[[ Data for this task open ]]

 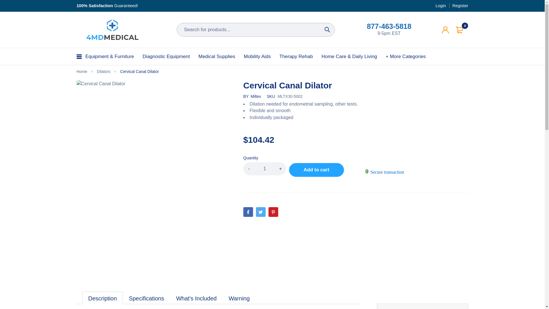 What do you see at coordinates (441, 6) in the screenshot?
I see `Login` at bounding box center [441, 6].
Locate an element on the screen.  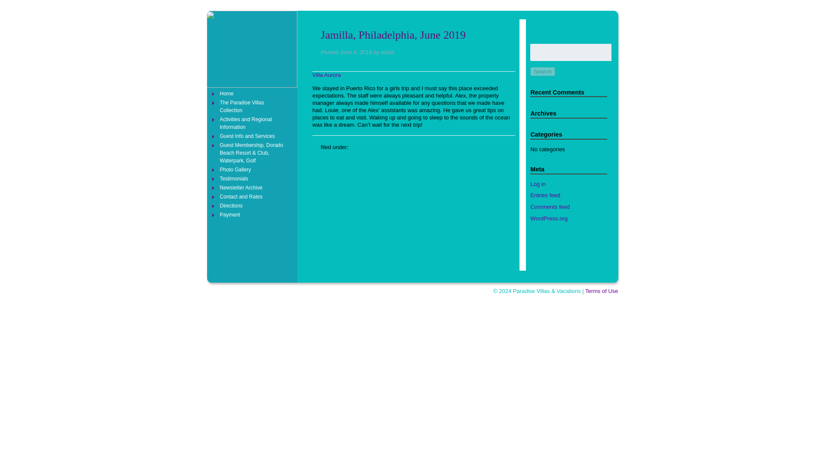
Payment is located at coordinates (253, 215).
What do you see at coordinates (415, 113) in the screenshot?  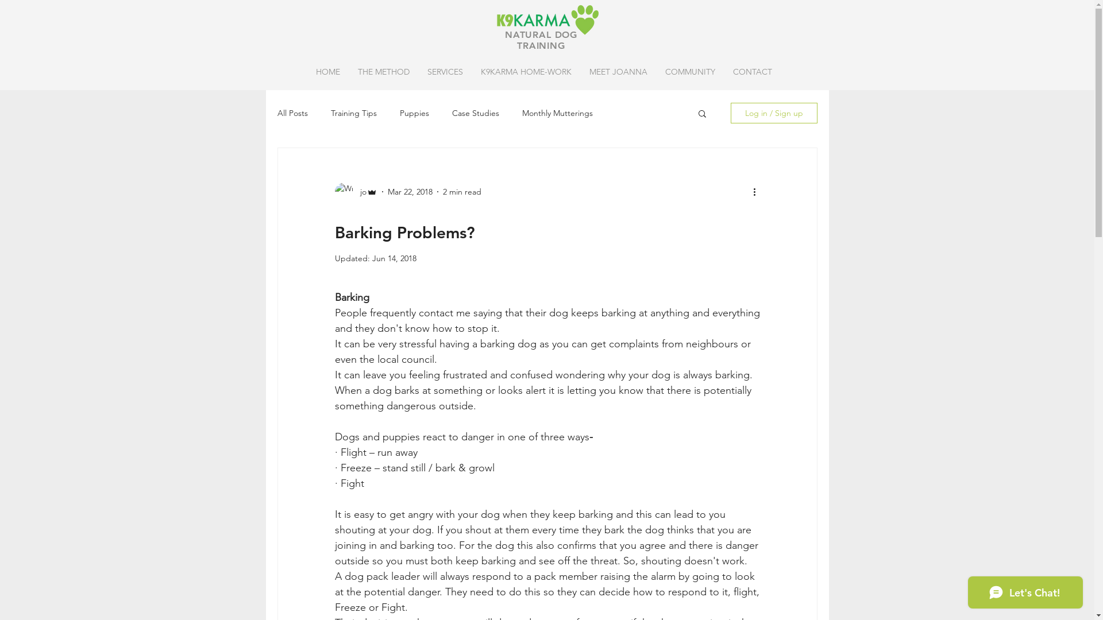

[[ Data for this task closed ]]

## Directions for this task
Restate word for word the lines beginning with the one that contains "Locate an element on the screen." and ending with the last line of the listing; pictures stay out.

## The completed task
Locate an element on the screen.  
Payment is located at coordinates (253, 215).
What do you see at coordinates (415, 113) in the screenshot?  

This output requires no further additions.